Openness

It is easy to read Seth Godin and say yes. Especially when he says this:

It's so tempting to shut people down, to limit the upside, to ostracize, select and demonize. It makes things a lot simpler. Not seeing means you don't have to take action. Not opening means it's easier to announce that you're done. And not raising the bar means you're less likely to fail.

I am adding it to my list of people who think we have to have a posture of the Image of God. Each student. Each colleague, each administrator and board member. Each one has something that is only revealed in them.

What I would like to do as I explore this is figure out how to make that posture happen in reality. It is really easy to read and agree with. It is really hard when every fiber of your being and the entire culture around you is crying out to close people down.

Gene Norris

I have been using Bluefire Reader to read ePub books from the library on the iPad. I have not checked this many books out from the library in years.


I love Pat Conroy's  storytelling and I have been reading My Reading Life. My favorite book by him is the must read teacher book, The Water Is Wide. I ran across this quote about his favorite English teacher, "'Mr. Norris acted like I was the most important girl in the world.' she said. 'You were. That was Gene's secret. All of us were.'"

I am starting a collection of quotes the exemplify what I am currently calling a posture of the image of God. This posture is a combination of two ideas that I have been toying with. In the Kalyanpur and Harry's book Culture in Special Education the propose that special education teachers need a, "posture of cultural reciprocity." Their idea is that you cannot understand the needs of a student and their family until you have some handle on what is cultural to both you and the student. Since you are the teacher you are the one who has to build into your life a posture of always looking to learn about those around you. The book is another must read.

I tied this idea to one I got from CS Lewis in The Weight of Glory [PDF], "There are no ordinary people. You have never talked to a mere mortal. Nations, cultures, arts, civilizations - these are mortal, and their life is to ours as the life of a gnat. But it is immortals whom we joke with, work with, marry, snub, and exploit - immortal horrors or everlasting splendors." This caught my attention because of another quote, this one unattributed brought to me by a professor this summer, "There is a part of who God is that only gets expressed through who you are."

Teaching means to have a posture of the image of God. Whoever you run into has some piece of the image of God that you will only see by looking closely at that person. As a teacher I need to work to bring this unique piece of God's image out in each student. This is the task of revealing the immortal, of helping students, "know fully, just as [they] have been fully known."

Gene Norris had a posture of the image of God, whether he knew it or not.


:: Problem details ::
Here is a block of records. Copy every line in it that includes "panel".

:: Data to process ::
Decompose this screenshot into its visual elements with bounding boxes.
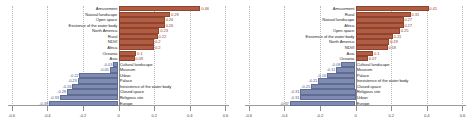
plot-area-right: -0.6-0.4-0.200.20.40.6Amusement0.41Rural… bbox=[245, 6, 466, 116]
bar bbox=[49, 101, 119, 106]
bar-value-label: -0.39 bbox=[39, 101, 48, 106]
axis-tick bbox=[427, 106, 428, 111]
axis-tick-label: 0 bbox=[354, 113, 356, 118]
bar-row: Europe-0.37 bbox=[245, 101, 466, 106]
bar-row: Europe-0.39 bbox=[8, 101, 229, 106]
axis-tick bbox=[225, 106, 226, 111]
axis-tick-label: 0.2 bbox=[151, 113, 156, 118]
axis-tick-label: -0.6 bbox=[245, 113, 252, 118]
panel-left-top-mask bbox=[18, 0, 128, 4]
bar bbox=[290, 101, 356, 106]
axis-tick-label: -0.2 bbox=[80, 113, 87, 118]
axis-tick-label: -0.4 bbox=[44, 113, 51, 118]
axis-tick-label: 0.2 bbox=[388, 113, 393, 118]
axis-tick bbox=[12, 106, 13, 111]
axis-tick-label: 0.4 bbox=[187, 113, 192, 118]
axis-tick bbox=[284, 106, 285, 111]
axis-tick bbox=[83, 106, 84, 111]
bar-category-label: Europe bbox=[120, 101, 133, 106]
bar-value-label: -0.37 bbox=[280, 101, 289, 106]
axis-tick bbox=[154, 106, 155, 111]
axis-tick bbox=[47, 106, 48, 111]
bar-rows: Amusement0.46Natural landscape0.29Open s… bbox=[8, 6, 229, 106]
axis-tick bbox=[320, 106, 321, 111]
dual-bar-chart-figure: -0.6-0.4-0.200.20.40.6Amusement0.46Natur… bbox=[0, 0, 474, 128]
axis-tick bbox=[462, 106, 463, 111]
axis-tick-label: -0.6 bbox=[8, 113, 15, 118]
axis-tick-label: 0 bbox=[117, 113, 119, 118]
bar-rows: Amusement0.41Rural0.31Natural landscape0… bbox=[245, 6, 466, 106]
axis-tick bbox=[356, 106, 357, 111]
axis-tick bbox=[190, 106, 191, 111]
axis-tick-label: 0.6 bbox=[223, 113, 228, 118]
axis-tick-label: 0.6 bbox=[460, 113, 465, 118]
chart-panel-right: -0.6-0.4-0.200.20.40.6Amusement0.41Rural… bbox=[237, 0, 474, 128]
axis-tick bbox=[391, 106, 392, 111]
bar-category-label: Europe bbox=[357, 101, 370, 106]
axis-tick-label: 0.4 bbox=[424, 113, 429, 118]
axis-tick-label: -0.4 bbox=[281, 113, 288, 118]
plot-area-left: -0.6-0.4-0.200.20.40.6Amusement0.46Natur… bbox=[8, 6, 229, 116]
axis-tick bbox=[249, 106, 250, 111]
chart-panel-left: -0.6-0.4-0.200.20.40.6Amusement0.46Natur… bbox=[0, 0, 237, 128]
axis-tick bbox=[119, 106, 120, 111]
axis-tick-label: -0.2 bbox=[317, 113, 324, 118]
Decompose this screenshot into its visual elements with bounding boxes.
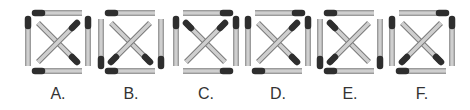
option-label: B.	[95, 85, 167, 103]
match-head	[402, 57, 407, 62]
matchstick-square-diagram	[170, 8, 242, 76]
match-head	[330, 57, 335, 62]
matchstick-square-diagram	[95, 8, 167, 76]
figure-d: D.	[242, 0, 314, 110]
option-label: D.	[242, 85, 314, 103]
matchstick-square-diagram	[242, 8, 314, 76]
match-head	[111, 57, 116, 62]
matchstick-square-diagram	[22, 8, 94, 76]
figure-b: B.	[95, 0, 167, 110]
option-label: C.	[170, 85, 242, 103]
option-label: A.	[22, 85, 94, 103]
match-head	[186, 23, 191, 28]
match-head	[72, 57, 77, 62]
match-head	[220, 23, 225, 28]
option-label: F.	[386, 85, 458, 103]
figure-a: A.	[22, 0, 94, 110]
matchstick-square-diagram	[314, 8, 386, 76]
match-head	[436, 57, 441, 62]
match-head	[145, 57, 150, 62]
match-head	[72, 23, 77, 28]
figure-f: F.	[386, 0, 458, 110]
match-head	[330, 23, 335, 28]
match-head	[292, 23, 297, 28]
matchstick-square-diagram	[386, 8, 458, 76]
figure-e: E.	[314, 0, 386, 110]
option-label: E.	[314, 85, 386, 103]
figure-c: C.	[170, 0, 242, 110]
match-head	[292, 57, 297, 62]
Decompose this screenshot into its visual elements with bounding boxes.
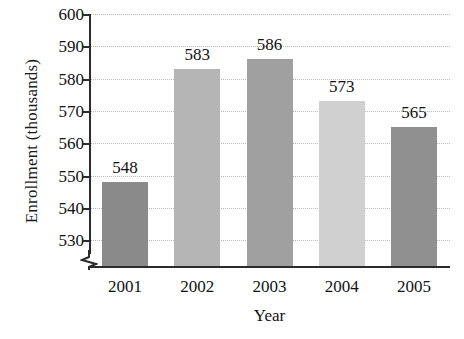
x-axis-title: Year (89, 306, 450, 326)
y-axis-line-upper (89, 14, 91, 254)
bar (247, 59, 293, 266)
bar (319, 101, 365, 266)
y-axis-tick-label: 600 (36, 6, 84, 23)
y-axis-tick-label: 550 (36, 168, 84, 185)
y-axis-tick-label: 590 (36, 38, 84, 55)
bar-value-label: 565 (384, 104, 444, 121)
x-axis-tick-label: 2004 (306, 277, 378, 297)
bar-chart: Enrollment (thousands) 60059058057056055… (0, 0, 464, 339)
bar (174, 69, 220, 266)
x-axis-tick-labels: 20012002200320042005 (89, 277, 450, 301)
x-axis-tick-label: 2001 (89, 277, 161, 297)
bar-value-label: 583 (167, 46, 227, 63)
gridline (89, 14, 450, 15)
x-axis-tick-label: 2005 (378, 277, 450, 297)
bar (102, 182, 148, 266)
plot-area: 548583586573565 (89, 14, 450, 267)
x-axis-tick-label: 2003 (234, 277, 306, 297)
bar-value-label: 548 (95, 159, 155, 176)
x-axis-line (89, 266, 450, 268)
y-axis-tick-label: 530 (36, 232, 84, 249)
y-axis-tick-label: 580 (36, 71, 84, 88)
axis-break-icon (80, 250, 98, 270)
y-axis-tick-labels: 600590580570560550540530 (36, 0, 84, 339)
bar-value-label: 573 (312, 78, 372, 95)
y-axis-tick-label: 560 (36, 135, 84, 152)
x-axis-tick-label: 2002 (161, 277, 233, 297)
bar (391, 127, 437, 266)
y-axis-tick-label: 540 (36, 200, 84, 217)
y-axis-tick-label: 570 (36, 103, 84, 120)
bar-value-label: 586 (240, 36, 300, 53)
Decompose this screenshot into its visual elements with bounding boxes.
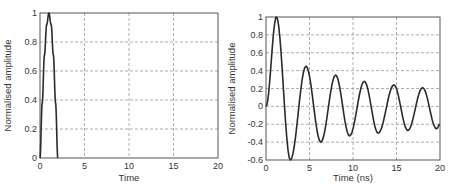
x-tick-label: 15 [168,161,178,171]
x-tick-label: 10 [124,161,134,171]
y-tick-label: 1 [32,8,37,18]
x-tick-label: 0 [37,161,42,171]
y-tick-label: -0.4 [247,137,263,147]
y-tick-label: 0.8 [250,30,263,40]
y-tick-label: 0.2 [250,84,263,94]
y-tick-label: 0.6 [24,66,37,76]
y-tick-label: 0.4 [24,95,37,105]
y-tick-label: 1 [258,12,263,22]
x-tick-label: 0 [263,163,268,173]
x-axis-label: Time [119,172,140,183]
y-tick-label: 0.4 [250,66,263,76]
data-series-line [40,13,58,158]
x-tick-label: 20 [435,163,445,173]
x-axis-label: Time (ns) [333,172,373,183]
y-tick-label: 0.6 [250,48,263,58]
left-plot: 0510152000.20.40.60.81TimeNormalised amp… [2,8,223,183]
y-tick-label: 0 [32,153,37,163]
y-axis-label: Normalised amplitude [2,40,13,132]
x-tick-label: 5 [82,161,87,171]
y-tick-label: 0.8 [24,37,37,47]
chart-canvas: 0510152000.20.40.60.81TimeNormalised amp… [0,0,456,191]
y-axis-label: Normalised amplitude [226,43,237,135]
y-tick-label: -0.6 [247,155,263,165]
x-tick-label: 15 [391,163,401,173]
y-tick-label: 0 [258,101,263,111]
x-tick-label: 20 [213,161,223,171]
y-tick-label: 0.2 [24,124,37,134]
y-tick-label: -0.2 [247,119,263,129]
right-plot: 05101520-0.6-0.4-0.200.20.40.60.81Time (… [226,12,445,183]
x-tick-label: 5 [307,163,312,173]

:: Output of the task ::
panel-left-top-mask bbox=[18, 0, 128, 4]
chart-panel-right: -0.6-0.4-0.200.20.40.6Amusement0.41Rural… bbox=[237, 0, 474, 128]
chart-panel-left: -0.6-0.4-0.200.20.40.6Amusement0.46Natur… bbox=[0, 0, 237, 128]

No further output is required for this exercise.